Hacker News new | ask | show | jobs
by Nextgrid 1340 days ago
I don't see the point of public cloud. In practice, it still requires a sysadmin (now called "DevOps engineers") so it's not any better than rented bare-metal in terms of maintenance overhead, while still being extremely expensive.

Use a managed PaaS to begin with (you pay more but it does genuinely save you time as there is no management overhead), then when you're ready to do things yourself go straight to hosted bare-metal, and only use public cloud services for their managed services that you can't replicate yourself (think Redshift/Athena/Aurora/etc).

1 comments

> so it's not any better than rented bare-metal in terms of maintenance overhead

In my experience the maintenance overhead of the cloud is much lower. My dayjob (B2B SaaS) spent about 75% of the infrastructure team’s time on things like patching switch firmware, balancing UPS loads, diagnosing flaky switch ports or transceivers, managing logging growth, etc. None of that made our products better from a customer perspective.

Since our cloud move those same infra staff support many more services and apps with much faster turnaround for product teams. And we traded upcoming multi-million capex investments in servers/switches/appliances into a monthly cloud bill that scales much more closely with revenue.

The public cloud is for businesses constrained by people; we simply could not afford to hire enough people to do the same stuff on-prem or in colo.

> patching switch firmware, balancing UPS loads, diagnosing flaky switch ports or transceivers, managing logging growth

I've never had to worry about messing with switches/cabling/UPSes with my Hetzner or OVH servers.

I'm not sure why people always believe that bare-metal == self-managed colo. That's not the case and colo only really makes sense for very large companies who can actually save by buying & managing their own hardware or have specific requirements that dedicated server providers don't offer.

Log growth can be addressed by using a managed service (including AWS Cloudwatch if you really wanted to, but you'd have to be a masochist). Frankly, you'd have the same issue if you were on EC2.

Most of these stated problems just go away if you choose a co-location vs your previous on prem.

Whenever I price out cloud rentals, I consistently find that the fees will equal the cost of the machine in less than a year.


Sort through the listing below and keep each line with the word "this". Copy those.

------------------------------------------------------------

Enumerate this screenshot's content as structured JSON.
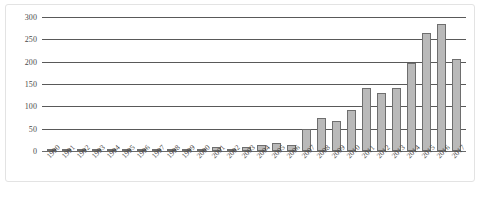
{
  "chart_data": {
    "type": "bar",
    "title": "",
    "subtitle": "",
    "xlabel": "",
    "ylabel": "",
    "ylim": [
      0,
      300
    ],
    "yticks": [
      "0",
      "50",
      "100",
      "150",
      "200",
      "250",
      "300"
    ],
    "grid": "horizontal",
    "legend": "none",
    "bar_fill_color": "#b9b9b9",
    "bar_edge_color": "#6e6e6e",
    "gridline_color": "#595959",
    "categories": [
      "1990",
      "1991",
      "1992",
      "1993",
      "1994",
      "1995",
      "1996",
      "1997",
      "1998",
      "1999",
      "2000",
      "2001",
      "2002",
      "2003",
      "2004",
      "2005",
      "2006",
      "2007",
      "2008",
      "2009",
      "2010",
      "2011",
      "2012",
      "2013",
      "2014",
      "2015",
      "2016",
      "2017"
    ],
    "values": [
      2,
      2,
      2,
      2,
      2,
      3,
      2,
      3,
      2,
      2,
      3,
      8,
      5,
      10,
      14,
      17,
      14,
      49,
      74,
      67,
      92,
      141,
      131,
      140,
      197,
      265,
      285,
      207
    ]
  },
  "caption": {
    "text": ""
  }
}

------------------------------------------------------------

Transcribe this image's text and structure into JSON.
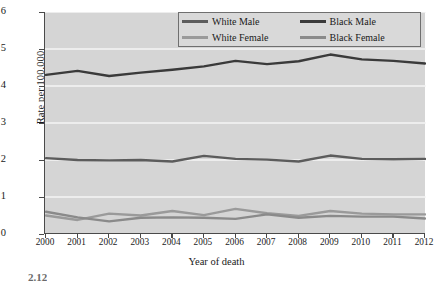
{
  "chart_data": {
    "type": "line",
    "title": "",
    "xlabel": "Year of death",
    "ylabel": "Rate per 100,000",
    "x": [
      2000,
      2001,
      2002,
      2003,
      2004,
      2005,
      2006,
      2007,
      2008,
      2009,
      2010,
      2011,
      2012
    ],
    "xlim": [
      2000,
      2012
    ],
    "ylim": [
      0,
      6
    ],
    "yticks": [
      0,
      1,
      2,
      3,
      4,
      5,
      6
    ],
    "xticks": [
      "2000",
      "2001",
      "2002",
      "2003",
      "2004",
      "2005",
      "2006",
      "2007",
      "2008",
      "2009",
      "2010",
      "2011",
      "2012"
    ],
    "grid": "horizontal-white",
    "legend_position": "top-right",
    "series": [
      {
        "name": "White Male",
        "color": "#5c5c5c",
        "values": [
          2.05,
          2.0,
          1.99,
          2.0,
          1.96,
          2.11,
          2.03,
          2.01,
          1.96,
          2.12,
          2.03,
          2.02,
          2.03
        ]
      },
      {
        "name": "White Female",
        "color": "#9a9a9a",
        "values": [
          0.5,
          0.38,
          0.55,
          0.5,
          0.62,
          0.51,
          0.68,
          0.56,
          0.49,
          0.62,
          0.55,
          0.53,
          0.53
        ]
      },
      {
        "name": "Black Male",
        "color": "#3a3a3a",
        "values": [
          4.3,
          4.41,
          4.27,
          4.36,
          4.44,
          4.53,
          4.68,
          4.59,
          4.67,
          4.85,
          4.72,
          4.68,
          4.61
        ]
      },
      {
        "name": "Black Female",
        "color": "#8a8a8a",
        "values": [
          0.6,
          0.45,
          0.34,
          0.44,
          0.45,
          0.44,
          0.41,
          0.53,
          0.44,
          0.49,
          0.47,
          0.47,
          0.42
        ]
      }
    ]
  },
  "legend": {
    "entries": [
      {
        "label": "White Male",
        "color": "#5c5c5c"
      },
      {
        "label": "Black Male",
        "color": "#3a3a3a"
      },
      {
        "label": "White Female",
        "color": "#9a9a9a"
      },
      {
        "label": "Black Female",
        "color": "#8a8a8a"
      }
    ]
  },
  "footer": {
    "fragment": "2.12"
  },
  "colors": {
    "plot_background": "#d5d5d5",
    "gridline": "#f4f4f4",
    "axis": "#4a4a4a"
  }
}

------------------------------------------------------------

■ **EXPECTED ANSWER**
Enumerate this screenshot's content as structured JSON.
Transcribe this image's text and structure into JSON.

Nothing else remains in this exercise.